Biden calls Trump’s Ukraine call a ‘blatant abuse of power’

ABC(LOS ANGELES) — Former Vice President Joe Biden said Wednesday night that a newly released summary of a call between President Donald Trump and Ukrainian President Volodymyr Zelenskiy from July seems to show Trump committed an impeachable offense when he repeatedly encouraged Zelenskiy to investigate the former vice president and his son.

“Based on the material that they acknowledge today, it seems to me it’s awful hard to avoid the conclusion that it is an impeachable offense and a violation of constitutional responsibility,” Biden said on Jimmy Kimmel Live Wednesday Night.

“The idea that someone would call a head of a foreign state, ahead of time withhold significant military aid that’s badly needed in order to prevent the Russian separatists that were in Ukraine from taking over Ukraine, and then ask, basically, can you cooperate with Rudy Giuliani, he’s coming over?” Biden said of the call.

“And the thing I learned — we learned, we all learned recently is that statement, that the 2000-word statement released was that [he] talked about getting the Justice Department engaged in this. I mean, it’s a — it’s such a blatant abuse of power that it just — I don’t think it can stand,” Biden said, referring to the revelation that Trump encouraged Zelenskiy to work with Attorney General William Barr on an investigation of Biden and his son, Hunter, on the call.

Biden’s comments mark some of his strongest remarks on impeachment yet, and go beyond his comments in a statement released earlier Wednesday, when Biden said Congress should “pursue the facts and quickly take prompt action to hold Donald Trump accountable.”

“My job is to go out and flat beat him,” Biden told Kimmel to applause from the audience. “I can’t let this distract me in a way that takes me away from the issues that really–the reason why I’m running.”

But Biden did acknowledge that if Donald Trump was not in the White House, he likely wouldn’t be a candidate in the 2020 race.

“If someone, if a decent man like Jeb Bush had won the Republican nomination, would you feel as motivated to run?” Kimmel asked the former vice president.

“I guess the honest answer is no,” Biden replied, saying it was the events of Charlottesville and Trump’s reaction to it that prompted him to run.

“The way that he’s trying to divide this country and the way he has pitted people against one another, and you saw, it didn’t just end, you know, with Charlottesville, look what happened in El Paso recently,” Biden said referring to the mass shooting that took place in August.

“This division in our country is just so devastating, so devastating for so many people, and it’s ruining our standing around the world in a way that is going to be hard to — look, we can probably handle for years, if he doesn’t get us into war in the next year — and I’m not being a wise guy, I’m not being glib saying that — but eight years of Donald Trump will fundamentally alter the character of this nation in my view,” the former vice president added.

Kimmel also pressed Biden on his pitch of bipartisanship and his ability to work with Republicans, which Biden often talks about on the campaign trail.

“Why aren’t more Republicans standing up and saying, ‘Hey, this is just, we can’t go along with this anymore?’” the late-night host asked.

“Donald Trump has sort of, he’s got the entire Republican Party,” Biden said. “And so if you take him on, everybody knows how vindictive he is and how he’ll go after you. And so there’s a great concern.”

Biden argued that it was the politics, not the political system, that was broken — and getting Trump out of office could offer a shot at a political reset.

“It’s gotten so mean and ugly and divisive that I just think with him gone, there’s a chance to breathe new life into what everybody knows has to be done,” Biden said.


**What you will do**
Check every line of the entries below for the word "span", then give only the number of lines that have it.

§

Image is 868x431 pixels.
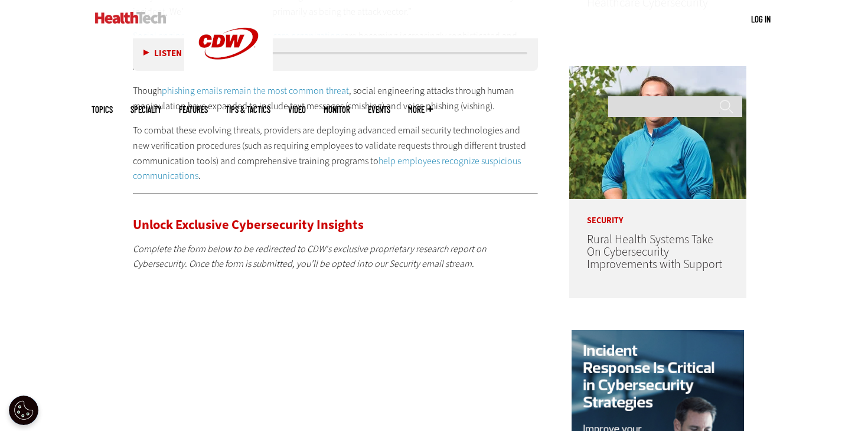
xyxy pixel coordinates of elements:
[9,396,39,425] button: Open Preferences
[131,105,162,114] span: Specialty
[569,66,746,199] img: Jim Roeder
[751,14,771,24] a: Log in
[587,232,722,272] a: Rural Health Systems Take On Cybersecurity Improvements with Support
[179,105,208,114] a: Features
[408,105,433,114] span: More
[226,105,271,114] a: Tips & Tactics
[9,396,39,425] div: Cookie Settings
[91,105,113,114] span: Topics
[133,216,364,234] span: Unlock Exclusive Cybersecurity Insights
[288,105,306,114] a: Video
[184,78,272,90] a: CDW
[95,12,167,23] img: Home
[569,199,746,225] p: Security
[368,105,391,114] a: Events
[133,123,538,183] p: To combat these evolving threats, providers are deploying advanced email security technologies an...
[324,105,350,114] a: MonITor
[133,243,486,271] em: Complete the form below to be redirected to CDW's exclusive proprietary research report on Cybers...
[751,13,771,25] div: User menu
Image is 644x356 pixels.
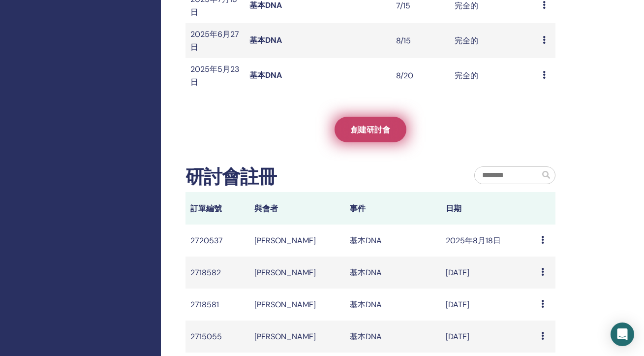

§

**Written reply**
4